Thursday, May 12, 2011

Board Beyond Belief

By definition a board is a long, thin wooden object.

Take for example the board of the City University of New York (CUNY) arguably one of the best public universities in the country and among urban institutions of its kind, it is without peer. By now as you have probably heard, unless you reside west of Newark, the CUNY trustees withdrew the award of an honorary degree to Tony Kushner after one trustee objected, opining that the Pulitzer prize-winning playwright is rabidly anti-Israel and therefore an unfit degree recipient. He offered this assessment intending it as an aside, an objection to be noted in the minutes but otherwise ignored. Oops.

Instead, proving that even a rubber stamp leaves an impression, the board - without deliberation - voted to deny the award an untoward turn given that honorary degrees at CUNY, as most schools, are normally approved more by rote and less by vote. The ensuing hullabaloo ended only when, we learned, the executive committee of the CUNY trustee board can rescind any decision made by the board. And so in the shortness of time it came to pass. The decision was scrapped, the award reinstated and, I believe, Kushner will show up and add one more to his already full deck of honorary degrees.

There may be fraud and other misbehavior at charities from time to time but it is really a rare event. By far loopy governance is the problem, over and over again. Why otherwise reasonable, mature, and thoughtful people seem to check their brains at the door when they join a charity board has long amazed we who toil in these places. But this example of goosiness is sui generis. Never before have I encountered a board setup that allows a committee of the board to rescind a board action. Though it is true that executive committees can often act for a board between official meetings it is also the practice that any such decisions must be ratified by the full body later.

I can only surmise that because the taxpayer-supported CUNY board is stacked with political appointees through an undisclosed process and with no apparent standards that are publicly stated allowing the executive committee (though chaired by the former president of Yale) a check on irrational behavior is an inherently upside down methodology but it worked. However the inescapable conclusion is that the board is indeed a wooden object. The executive committee decides. Like other boards this one is a parking lot for philanthropists real and potential. They may not be expected to act like a board but by law they are the legal stewards of the University. I guess.

Meanwhile there have been calls for this trustee, who has previously weighed in as Israel's lobbyist on the CUNY board, to step down. Among others the head of the CUNY faculty union has made this demand proving only that faculty unions have no more lock on sense than boards do. Odious as they might be this trustee's opinions are an expression of free speech if not to re-appointment in two years when his term expires.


# Work order
Word for word, copy the data that follows and skip its pictures.
<<<<
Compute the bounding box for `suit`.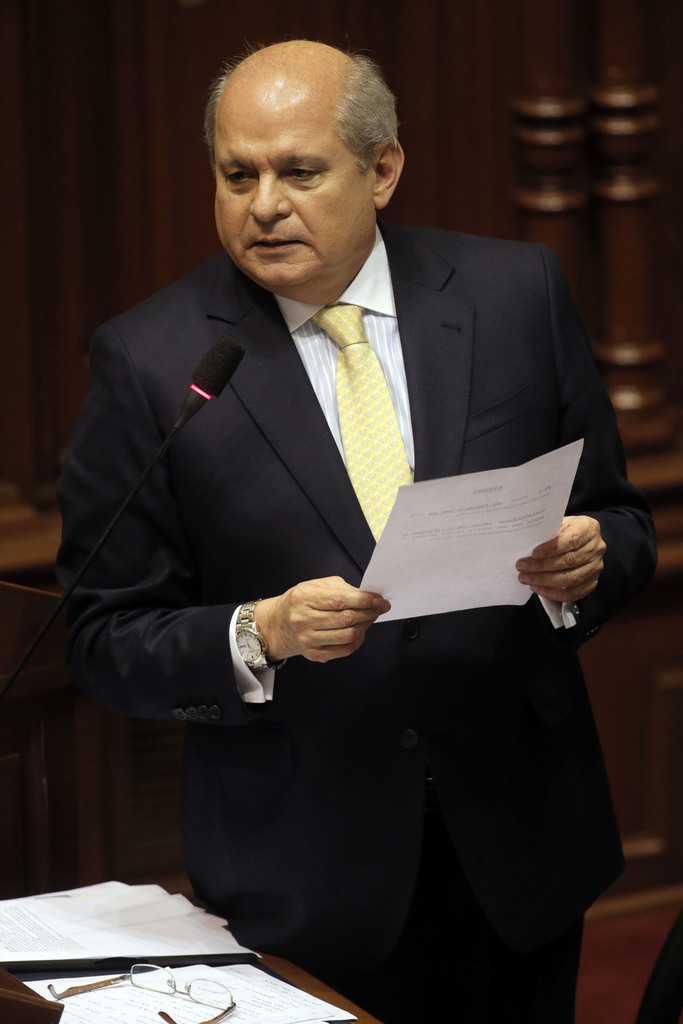
x1=76, y1=77, x2=617, y2=1023.
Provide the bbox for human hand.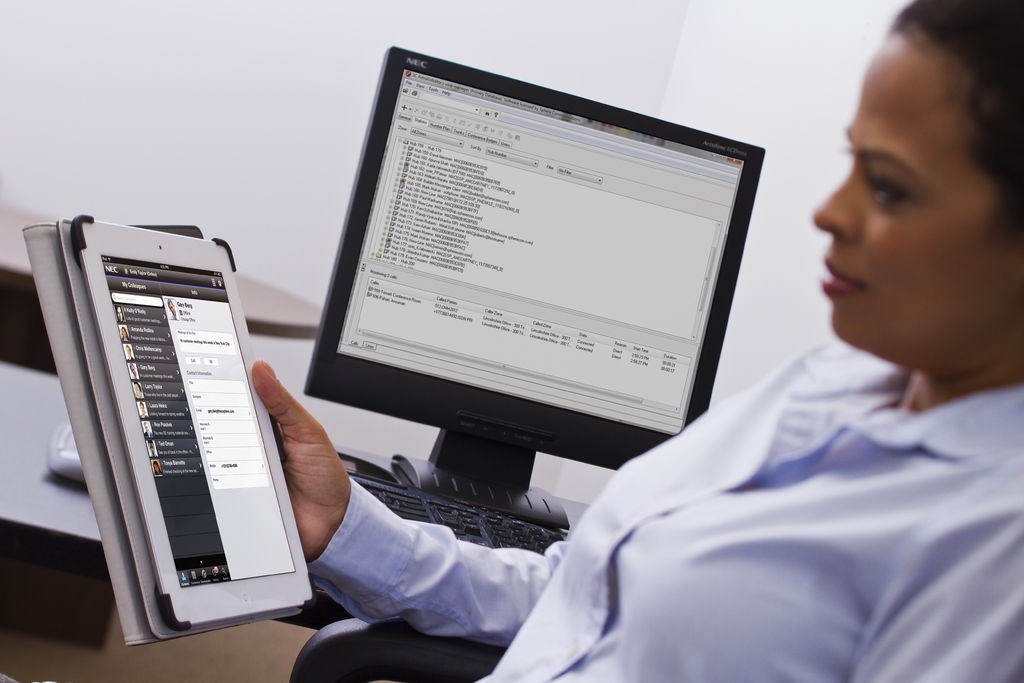
250:356:349:555.
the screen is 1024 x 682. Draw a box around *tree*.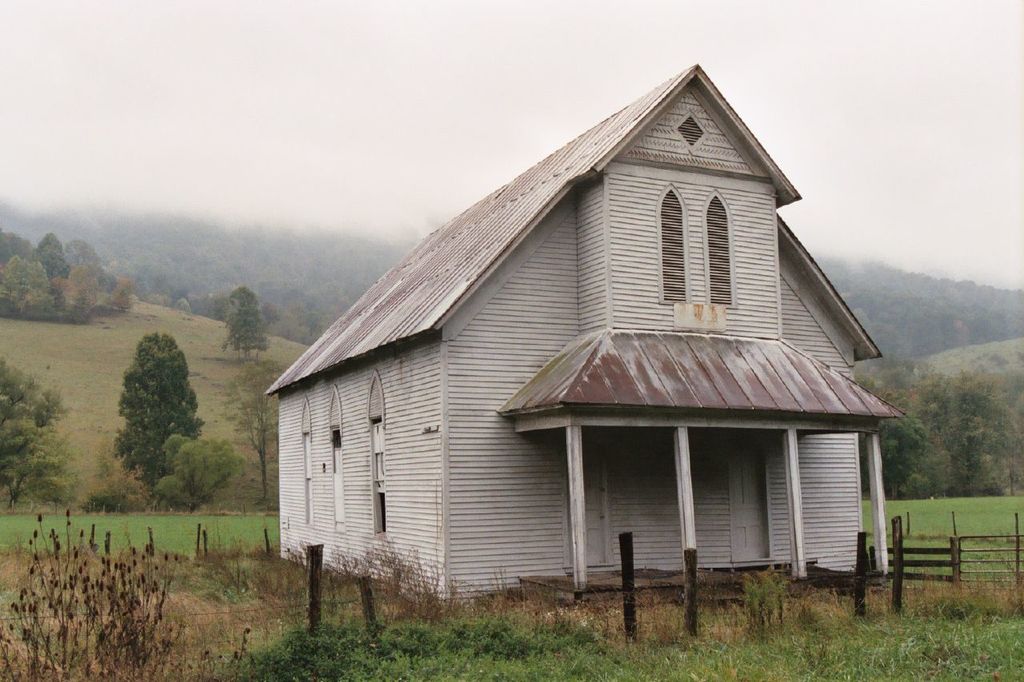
>>>>
# Answer to this exercise
Compute the bounding box for `suit`.
x1=76, y1=77, x2=617, y2=1023.
Provide the bbox for human hand.
250:356:349:555.
the screen is 1024 x 682. Draw a box around *tree*.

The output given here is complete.